Part 2 of 10. It’s not hard to tell articles, copy or blog posts that have been written solely for the search engines and not for the reader. Forgetting your true audience may get you a few new readers, but they won’t come back.
You know what I mean. The author starts with a keyword phrase and appropriately puts it in the title and then a couple of times in the article, but then things go crazy.
He may be using an SEO plugin like WordPress SEO, Scribe or SEOPressor where you run a test on the copy and it scores you on your keyword phrase. Most of them include a keyword density score.
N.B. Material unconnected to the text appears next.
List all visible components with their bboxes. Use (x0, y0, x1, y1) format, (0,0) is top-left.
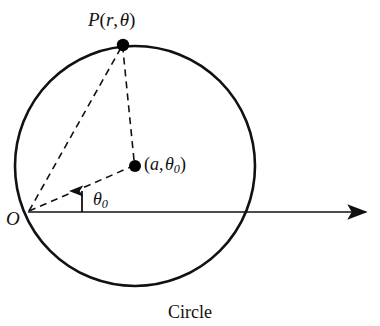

Next he feels like he needs to include the keyword phrase 5 or 6 more times to get a better score, and then thinks, “well, if 5 more is good, 10 more would be better”. Then he adds some bullet points inserting the exact phrase in every bullet and then bolds the phrase in a sub headline. His density score rings the bell and he’s so proud.
By now the keyword phrase literally jumps off the page and the copy is oh so painful to read. Your readers can tell that you’re not flowing naturally when you write for search engines, even if your content is good.
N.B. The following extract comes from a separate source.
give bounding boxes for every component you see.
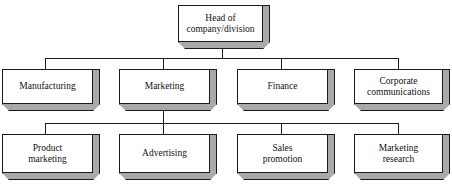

The irony is that it’s the websites that consistently and regularly publish high quality content written for real human beings that actually end up ranking in the search engines. It might seem like optimizing your content for search engines is a wise idea, when in reality you’ll end up alienating both the search engines and human beings.
My friend and expert copywriter, Karon Thackston, recently had an email exchange with Matt Cutts of Google about this very subject. She reveals on her Marketing Words blog some enlightening comments from Matt about how Google’s latest algorithms view keyword phrases in copy.
By all means include your keyword phrase in the title, 2-3 times in the body of the post and even as “alt tags” in your images, but write for people, not search engines.
If you need some expert help, check out Karon’s Myths and Musts of Writing Search Engine Copy.